One-day stock market crashes, such as those of October 28, 1929, or October 19, 1987, are historically rare. Interestingly, however, investor perceptions of the likelihood of such an event happening are far higher. Economists William N. Goetzmann, Dasol Kim and Robert J. Shiller seek to explain this discrepancy through an analysis of survey data that suggests the media play a powerful role in forming those opinions. The implications of their findings are important because these beliefs affect investors’ market involvement, the premiums they’ll pay for stocks and their risk tolerances. getAbstract recommends their insightful and thought-provoking report to investors and financial professionals interested in understanding the behavioral drivers of market volatility.

Summary

October 28, 1929, and October 19, 1987, are dates indelibly burned into the psyches of equity investors.

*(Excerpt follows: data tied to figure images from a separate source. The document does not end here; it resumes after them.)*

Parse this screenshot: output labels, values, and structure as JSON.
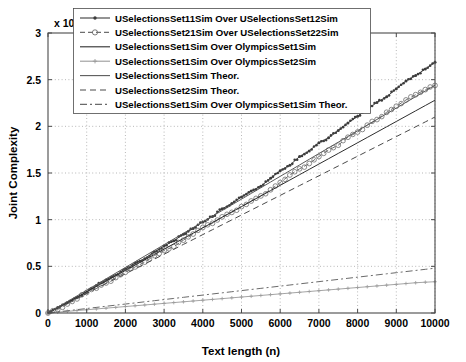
{
  "chart": {
    "type": "line",
    "title": "",
    "xlabel": "Text length (n)",
    "ylabel": "Joint Complexity",
    "y_exponent_prefix": "x 10",
    "y_exponent_power": "4",
    "xlim": [
      0,
      10000
    ],
    "ylim": [
      0,
      30000
    ],
    "xticks": [
      "0",
      "1000",
      "2000",
      "3000",
      "4000",
      "5000",
      "6000",
      "7000",
      "8000",
      "9000",
      "10000"
    ],
    "yticks": [
      "0",
      "0.5",
      "1",
      "1.5",
      "2",
      "2.5",
      "3"
    ],
    "grid": true,
    "legend_position": "top-center"
  },
  "legend": {
    "entries": [
      {
        "label": "USelectionsSet11Sim Over USelectionsSet12Sim",
        "style": "solid-dot",
        "color": "#3c3c3c"
      },
      {
        "label": "USelectionsSet21Sim Over USelectionsSet22Sim",
        "style": "dashed-circle",
        "color": "#6e6e6e"
      },
      {
        "label": "USelectionsSet1Sim Over OlympicsSet1Sim",
        "style": "solid",
        "color": "#2e2e2e"
      },
      {
        "label": "USelectionsSet1Sim Over OlympicsSet2Sim",
        "style": "solid-plus",
        "color": "#9a9a9a"
      },
      {
        "label": "USelectionsSet1Sim Theor.",
        "style": "solid",
        "color": "#5a5a5a"
      },
      {
        "label": "USelectionsSet2Sim Theor.",
        "style": "dashed",
        "color": "#4a4a4a"
      },
      {
        "label": "USelectionsSet1Sim Over OlympicsSet1Sim Theor.",
        "style": "dashdot",
        "color": "#6a6a6a"
      }
    ]
  },
  "chart_data": {
    "type": "line",
    "title": "",
    "xlabel": "Text length (n)",
    "ylabel": "Joint Complexity",
    "xlim": [
      0,
      10000
    ],
    "ylim": [
      0,
      30000
    ],
    "y_scale_factor": 10000,
    "grid": true,
    "legend_position": "top-center",
    "x": [
      0,
      250,
      500,
      750,
      1000,
      1250,
      1500,
      1750,
      2000,
      2250,
      2500,
      2750,
      3000,
      3250,
      3500,
      3750,
      4000,
      4250,
      4500,
      4750,
      5000,
      5250,
      5500,
      5750,
      6000,
      6250,
      6500,
      6750,
      7000,
      7250,
      7500,
      7750,
      8000,
      8250,
      8500,
      8750,
      9000,
      9250,
      9500,
      9750,
      10000
    ],
    "series": [
      {
        "name": "USelectionsSet11Sim Over USelectionsSet12Sim",
        "style": "solid-dot",
        "color": "#3c3c3c",
        "values": [
          0,
          520,
          1080,
          1680,
          2280,
          2880,
          3480,
          4080,
          4700,
          5320,
          5930,
          6530,
          7150,
          7760,
          8360,
          9100,
          9780,
          10400,
          11050,
          11680,
          12350,
          13000,
          13680,
          14400,
          15150,
          15900,
          16700,
          17450,
          18150,
          18850,
          19600,
          20350,
          21100,
          21850,
          22550,
          23250,
          24000,
          24750,
          25500,
          26200,
          26800
        ]
      },
      {
        "name": "USelectionsSet21Sim Over USelectionsSet22Sim",
        "style": "dashed-circle",
        "color": "#6e6e6e",
        "values": [
          0,
          480,
          1000,
          1550,
          2100,
          2650,
          3200,
          3780,
          4350,
          4920,
          5480,
          6050,
          6620,
          7180,
          7750,
          8420,
          9060,
          9620,
          10200,
          10780,
          11400,
          12000,
          12640,
          13300,
          14000,
          14700,
          15430,
          16100,
          16750,
          17400,
          18100,
          18800,
          19500,
          20150,
          20800,
          21450,
          22100,
          22750,
          23400,
          23950,
          24400
        ]
      },
      {
        "name": "USelectionsSet1Sim Over OlympicsSet1Sim",
        "style": "solid",
        "color": "#2e2e2e",
        "values": [
          0,
          570,
          1140,
          1710,
          2280,
          2850,
          3420,
          3990,
          4560,
          5130,
          5700,
          6270,
          6840,
          7410,
          7980,
          8550,
          9120,
          9690,
          10260,
          10830,
          11400,
          11970,
          12540,
          13110,
          13680,
          14250,
          14820,
          15390,
          15960,
          16530,
          17100,
          17670,
          18240,
          18810,
          19380,
          19950,
          20520,
          21090,
          21660,
          22230,
          22800
        ]
      },
      {
        "name": "USelectionsSet1Sim Over OlympicsSet2Sim",
        "style": "solid-plus",
        "color": "#9a9a9a",
        "values": [
          0,
          90,
          175,
          262,
          348,
          434,
          520,
          605,
          690,
          775,
          860,
          945,
          1030,
          1115,
          1200,
          1285,
          1370,
          1455,
          1540,
          1625,
          1710,
          1795,
          1880,
          1965,
          2050,
          2135,
          2220,
          2305,
          2390,
          2475,
          2560,
          2645,
          2730,
          2815,
          2900,
          2985,
          3070,
          3155,
          3240,
          3300,
          3350
        ]
      },
      {
        "name": "USelectionsSet1Sim Theor.",
        "style": "solid",
        "color": "#5a5a5a",
        "values": [
          0,
          610,
          1220,
          1830,
          2440,
          3050,
          3660,
          4270,
          4880,
          5490,
          6100,
          6710,
          7320,
          7930,
          8540,
          9150,
          9760,
          10370,
          10980,
          11590,
          12200,
          12810,
          13420,
          14030,
          14640,
          15250,
          15860,
          16470,
          17080,
          17690,
          18300,
          18910,
          19520,
          20130,
          20740,
          21350,
          21960,
          22570,
          23180,
          23790,
          24400
        ]
      },
      {
        "name": "USelectionsSet2Sim Theor.",
        "style": "dashed",
        "color": "#4a4a4a",
        "values": [
          0,
          525,
          1050,
          1575,
          2100,
          2625,
          3150,
          3675,
          4200,
          4725,
          5250,
          5775,
          6300,
          6825,
          7350,
          7875,
          8400,
          8925,
          9450,
          9975,
          10500,
          11025,
          11550,
          12075,
          12600,
          13125,
          13650,
          14175,
          14700,
          15225,
          15750,
          16275,
          16800,
          17325,
          17850,
          18375,
          18900,
          19425,
          19950,
          20475,
          21000
        ]
      },
      {
        "name": "USelectionsSet1Sim Over OlympicsSet1Sim Theor.",
        "style": "dashdot",
        "color": "#6a6a6a",
        "values": [
          0,
          120,
          240,
          360,
          480,
          600,
          720,
          840,
          960,
          1080,
          1200,
          1320,
          1440,
          1560,
          1680,
          1800,
          1920,
          2040,
          2160,
          2280,
          2400,
          2520,
          2640,
          2760,
          2880,
          3000,
          3120,
          3240,
          3360,
          3480,
          3600,
          3720,
          3840,
          3960,
          4080,
          4200,
          4320,
          4440,
          4560,
          4680,
          4800
        ]
      }
    ]
  }
}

These crashes resulted in significant drops in value – 12.82% in 1929 and 22.61% in 1987 – but these types of collapses rarely occur. Historical data reveal that the probability of such a decline happening within a six-month period is 1%. However, nearly 10,000 individual and institutional investor responses to surveys over the 1989–2015 period demonstrate that the perceived probability of these events happening is far greater: On average...

About the Authors

William N. Goetzmann is a professor of finance at Yale University. Dasol Kim is an assistant professor of banking and finance at Case Western Reserve University. Robert J. Shiller is a Nobel Prize winner and a professor of economics at Yale University.